An event led by prostitution survivors will take place next month at the Scottish Parliament, in an effort to urge the Government to criminalise paying for sex.
On December 5, Scottish Government Minister, Ash Denham MSP will meet with women who have survived prostitution at Holyrood at an event marking the 20th anniversary of Sweden’s influential ‘Sex Purchase Act.’
This Swedish criminalised paying for sex, but decriminalised selling sex, in order to tackle demand for the sex trade and support victims to access support.
MSPs, survivors and campaigners at the event – Twenty Years On: What Scotland can learn from Sweden’s ground-breaking law to tackle demand for prostitution and sex trafficking? – will urge the Scottish Government to follow Sweden’s lead by criminalising paying for sex, decriminalising selling sex and providing support and exiting services for victims of sexual exploitation.
The Scottish Government currently recognises prostitution as a form of violence against women in ‘Equally Safe’ – the Government’s national strategy for ending violence against women and girls.
Paying for sex is still legal in Scotland, however, while victims of sexual exploitation can face arrest for soliciting in a public place.
Ruth Maquire MSP, Co-convenor of the Cross-Party Group on Commercial Sexual Exploitation, said: “It’s a privilege to sponsor this important event in our Scottish Parliament and I am delighted that Minister Ash Denham will be joining us to hear directly from survivors.
“As long as our bodies are objectified, commodified and reduced to something to be bought and sold, used and traded, we won’t have equality. And, we will be failing in our promise to eliminate violence against women and girls if we don’t also address head on the single root cause of this particular form of violence – which is male demand.
“We can do this by criminalising the purchase of sexual access to womens bodies – whilst decriminalising prostituted women and providing properly resourced specialist services to help women leave.”
Diane Martin CBE, a survivor of prostitution and sex trafficking, said: “As a Scottish survivor of prostitution and sex trafficking, I am proud of my Government’s recognition of prostitution as exploitation and violence against women and girls; but now is the time to apply that understanding in a legislative and operational way.
“We must address the realities and lived experiences of those on the receiving end of this entitled and harmful sexual exploitation.
“By decriminalising those exploited through systems of prostitution and providing exiting solutions for them – while robustly tackling gender inequality and the demand created by sex buyers, pimps and highly organised gangs through the criminal justice system – we would send an uncompromising message that in Scotland, women and girls are not for sale.”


*Problem statement:* Type out every line below exactly as it reads.

━━━━━━━━━━━━━━━━━━━━

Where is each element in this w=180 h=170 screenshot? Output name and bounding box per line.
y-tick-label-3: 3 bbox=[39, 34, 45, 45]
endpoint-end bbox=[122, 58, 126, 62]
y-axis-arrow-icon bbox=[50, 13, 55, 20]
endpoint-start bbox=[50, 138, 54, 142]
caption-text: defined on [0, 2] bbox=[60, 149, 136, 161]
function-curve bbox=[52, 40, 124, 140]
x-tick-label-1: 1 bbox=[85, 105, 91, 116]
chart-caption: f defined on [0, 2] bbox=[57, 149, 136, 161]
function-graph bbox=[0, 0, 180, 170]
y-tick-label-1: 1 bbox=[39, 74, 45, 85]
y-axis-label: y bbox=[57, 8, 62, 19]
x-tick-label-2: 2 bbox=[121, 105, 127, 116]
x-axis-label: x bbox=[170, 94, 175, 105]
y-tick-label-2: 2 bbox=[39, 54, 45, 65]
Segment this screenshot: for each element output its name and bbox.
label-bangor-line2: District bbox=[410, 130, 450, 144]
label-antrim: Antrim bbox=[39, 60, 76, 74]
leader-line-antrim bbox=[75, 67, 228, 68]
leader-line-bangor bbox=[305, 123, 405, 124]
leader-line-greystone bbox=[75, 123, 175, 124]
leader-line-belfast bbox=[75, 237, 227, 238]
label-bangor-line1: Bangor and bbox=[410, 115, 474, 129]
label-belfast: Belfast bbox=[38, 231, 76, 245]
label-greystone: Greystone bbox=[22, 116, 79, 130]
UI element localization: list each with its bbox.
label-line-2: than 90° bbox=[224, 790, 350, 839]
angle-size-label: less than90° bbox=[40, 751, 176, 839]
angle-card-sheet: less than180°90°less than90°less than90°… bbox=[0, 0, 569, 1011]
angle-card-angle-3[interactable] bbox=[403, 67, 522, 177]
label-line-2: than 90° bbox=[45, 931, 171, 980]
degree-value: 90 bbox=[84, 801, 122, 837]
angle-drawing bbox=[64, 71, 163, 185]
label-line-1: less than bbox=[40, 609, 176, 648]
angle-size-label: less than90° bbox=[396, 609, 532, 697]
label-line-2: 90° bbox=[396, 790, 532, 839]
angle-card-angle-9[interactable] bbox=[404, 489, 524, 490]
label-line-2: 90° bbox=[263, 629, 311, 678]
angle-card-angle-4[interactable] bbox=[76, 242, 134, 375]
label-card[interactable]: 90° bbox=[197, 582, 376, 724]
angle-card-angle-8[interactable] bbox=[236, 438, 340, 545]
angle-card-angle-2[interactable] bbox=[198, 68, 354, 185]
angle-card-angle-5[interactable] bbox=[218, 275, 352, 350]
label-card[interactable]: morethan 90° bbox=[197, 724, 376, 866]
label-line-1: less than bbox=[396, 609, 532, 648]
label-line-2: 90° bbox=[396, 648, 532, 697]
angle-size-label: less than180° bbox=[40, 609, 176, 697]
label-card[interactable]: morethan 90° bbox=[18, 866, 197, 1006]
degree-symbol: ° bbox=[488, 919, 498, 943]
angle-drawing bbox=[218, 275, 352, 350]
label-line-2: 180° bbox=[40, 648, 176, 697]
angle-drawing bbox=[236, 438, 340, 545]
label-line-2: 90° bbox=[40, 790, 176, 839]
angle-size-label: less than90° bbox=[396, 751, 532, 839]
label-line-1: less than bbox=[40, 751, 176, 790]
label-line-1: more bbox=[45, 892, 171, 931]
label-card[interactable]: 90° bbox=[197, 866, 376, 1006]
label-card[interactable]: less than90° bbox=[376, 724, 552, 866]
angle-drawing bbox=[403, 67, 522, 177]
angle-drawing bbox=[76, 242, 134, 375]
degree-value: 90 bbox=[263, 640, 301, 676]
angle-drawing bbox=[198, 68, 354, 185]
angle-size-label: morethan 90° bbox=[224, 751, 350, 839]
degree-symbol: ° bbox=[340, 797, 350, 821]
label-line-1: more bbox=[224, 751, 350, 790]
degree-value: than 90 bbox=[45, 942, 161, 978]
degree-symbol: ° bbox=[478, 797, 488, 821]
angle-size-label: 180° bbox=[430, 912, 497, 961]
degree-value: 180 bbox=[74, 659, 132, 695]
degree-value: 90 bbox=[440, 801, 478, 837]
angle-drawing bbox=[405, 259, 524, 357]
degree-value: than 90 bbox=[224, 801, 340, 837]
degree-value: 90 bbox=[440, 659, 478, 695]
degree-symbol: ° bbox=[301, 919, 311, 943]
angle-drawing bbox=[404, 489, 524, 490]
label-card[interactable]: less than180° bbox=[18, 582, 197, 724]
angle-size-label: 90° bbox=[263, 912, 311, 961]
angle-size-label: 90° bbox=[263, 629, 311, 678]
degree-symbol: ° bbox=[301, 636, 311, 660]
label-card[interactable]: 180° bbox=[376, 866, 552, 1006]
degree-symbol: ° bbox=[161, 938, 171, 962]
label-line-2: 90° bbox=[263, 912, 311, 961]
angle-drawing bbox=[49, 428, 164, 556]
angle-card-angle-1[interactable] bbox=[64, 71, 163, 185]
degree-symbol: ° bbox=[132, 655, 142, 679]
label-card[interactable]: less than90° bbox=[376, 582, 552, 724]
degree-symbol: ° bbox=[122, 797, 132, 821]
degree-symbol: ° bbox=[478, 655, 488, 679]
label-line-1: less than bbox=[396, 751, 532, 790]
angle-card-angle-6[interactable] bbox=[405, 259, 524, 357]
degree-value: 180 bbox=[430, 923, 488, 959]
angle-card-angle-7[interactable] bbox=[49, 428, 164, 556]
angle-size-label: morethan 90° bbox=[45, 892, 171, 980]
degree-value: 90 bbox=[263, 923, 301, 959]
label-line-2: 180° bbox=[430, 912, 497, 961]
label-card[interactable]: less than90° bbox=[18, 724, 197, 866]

━━━━━━━━━━━━━━━━━━━━

*Reply to the task:*
Where is each element in this w=180 h=170 screenshot? Output name and bounding box per line.
y-tick-label-3: 3 bbox=[39, 34, 45, 45]
endpoint-end bbox=[122, 58, 126, 62]
y-axis-arrow-icon bbox=[50, 13, 55, 20]
endpoint-start bbox=[50, 138, 54, 142]
caption-text: defined on [0, 2] bbox=[60, 149, 136, 161]
function-curve bbox=[52, 40, 124, 140]
x-tick-label-1: 1 bbox=[85, 105, 91, 116]
chart-caption: f defined on [0, 2] bbox=[57, 149, 136, 161]
function-graph bbox=[0, 0, 180, 170]
y-tick-label-1: 1 bbox=[39, 74, 45, 85]
y-axis-label: y bbox=[57, 8, 62, 19]
x-tick-label-2: 2 bbox=[121, 105, 127, 116]
x-axis-label: x bbox=[170, 94, 175, 105]
y-tick-label-2: 2 bbox=[39, 54, 45, 65]
Segment this screenshot: for each element output its name and bbox.
label-bangor-line2: District bbox=[410, 130, 450, 144]
label-antrim: Antrim bbox=[39, 60, 76, 74]
leader-line-antrim bbox=[75, 67, 228, 68]
leader-line-bangor bbox=[305, 123, 405, 124]
leader-line-greystone bbox=[75, 123, 175, 124]
leader-line-belfast bbox=[75, 237, 227, 238]
label-bangor-line1: Bangor and bbox=[410, 115, 474, 129]
label-belfast: Belfast bbox=[38, 231, 76, 245]
label-greystone: Greystone bbox=[22, 116, 79, 130]
UI element localization: list each with its bbox.
label-line-2: than 90° bbox=[224, 790, 350, 839]
angle-size-label: less than90° bbox=[40, 751, 176, 839]
angle-card-sheet: less than180°90°less than90°less than90°… bbox=[0, 0, 569, 1011]
angle-card-angle-3[interactable] bbox=[403, 67, 522, 177]
label-line-2: than 90° bbox=[45, 931, 171, 980]
degree-value: 90 bbox=[84, 801, 122, 837]
angle-drawing bbox=[64, 71, 163, 185]
label-line-1: less than bbox=[40, 609, 176, 648]
angle-size-label: less than90° bbox=[396, 609, 532, 697]
label-line-2: 90° bbox=[396, 790, 532, 839]
angle-card-angle-9[interactable] bbox=[404, 489, 524, 490]
label-line-2: 90° bbox=[263, 629, 311, 678]
angle-card-angle-4[interactable] bbox=[76, 242, 134, 375]
label-card[interactable]: 90° bbox=[197, 582, 376, 724]
angle-card-angle-8[interactable] bbox=[236, 438, 340, 545]
angle-card-angle-2[interactable] bbox=[198, 68, 354, 185]
angle-card-angle-5[interactable] bbox=[218, 275, 352, 350]
label-card[interactable]: morethan 90° bbox=[197, 724, 376, 866]
label-line-1: less than bbox=[396, 609, 532, 648]
label-line-2: 90° bbox=[396, 648, 532, 697]
angle-size-label: less than180° bbox=[40, 609, 176, 697]
label-card[interactable]: morethan 90° bbox=[18, 866, 197, 1006]
degree-symbol: ° bbox=[488, 919, 498, 943]
angle-drawing bbox=[218, 275, 352, 350]
label-line-2: 180° bbox=[40, 648, 176, 697]
angle-drawing bbox=[236, 438, 340, 545]
label-line-2: 90° bbox=[40, 790, 176, 839]
angle-size-label: less than90° bbox=[396, 751, 532, 839]
label-line-1: less than bbox=[40, 751, 176, 790]
label-line-1: more bbox=[45, 892, 171, 931]
label-card[interactable]: 90° bbox=[197, 866, 376, 1006]
label-card[interactable]: less than90° bbox=[376, 724, 552, 866]
angle-drawing bbox=[403, 67, 522, 177]
angle-drawing bbox=[76, 242, 134, 375]
degree-value: 90 bbox=[263, 640, 301, 676]
angle-drawing bbox=[198, 68, 354, 185]
angle-size-label: morethan 90° bbox=[224, 751, 350, 839]
degree-symbol: ° bbox=[340, 797, 350, 821]
label-line-1: more bbox=[224, 751, 350, 790]
degree-value: than 90 bbox=[45, 942, 161, 978]
degree-symbol: ° bbox=[478, 797, 488, 821]
angle-size-label: 180° bbox=[430, 912, 497, 961]
degree-value: 180 bbox=[74, 659, 132, 695]
degree-value: 90 bbox=[440, 801, 478, 837]
angle-drawing bbox=[405, 259, 524, 357]
degree-value: than 90 bbox=[224, 801, 340, 837]
degree-value: 90 bbox=[440, 659, 478, 695]
degree-symbol: ° bbox=[301, 919, 311, 943]
angle-drawing bbox=[404, 489, 524, 490]
label-card[interactable]: less than180° bbox=[18, 582, 197, 724]
angle-size-label: 90° bbox=[263, 912, 311, 961]
angle-size-label: 90° bbox=[263, 629, 311, 678]
degree-symbol: ° bbox=[301, 636, 311, 660]
label-card[interactable]: 180° bbox=[376, 866, 552, 1006]
degree-symbol: ° bbox=[161, 938, 171, 962]
label-line-2: 90° bbox=[263, 912, 311, 961]
angle-drawing bbox=[49, 428, 164, 556]
angle-card-angle-1[interactable] bbox=[64, 71, 163, 185]
degree-symbol: ° bbox=[132, 655, 142, 679]
label-card[interactable]: less than90° bbox=[376, 582, 552, 724]
degree-symbol: ° bbox=[122, 797, 132, 821]
degree-symbol: ° bbox=[478, 655, 488, 679]
label-line-1: less than bbox=[396, 751, 532, 790]
angle-card-angle-6[interactable] bbox=[405, 259, 524, 357]
degree-value: 180 bbox=[430, 923, 488, 959]
angle-card-angle-7[interactable] bbox=[49, 428, 164, 556]
angle-size-label: morethan 90° bbox=[45, 892, 171, 980]
degree-value: 90 bbox=[263, 923, 301, 959]
label-line-2: 180° bbox=[430, 912, 497, 961]
label-card[interactable]: less than90° bbox=[18, 724, 197, 866]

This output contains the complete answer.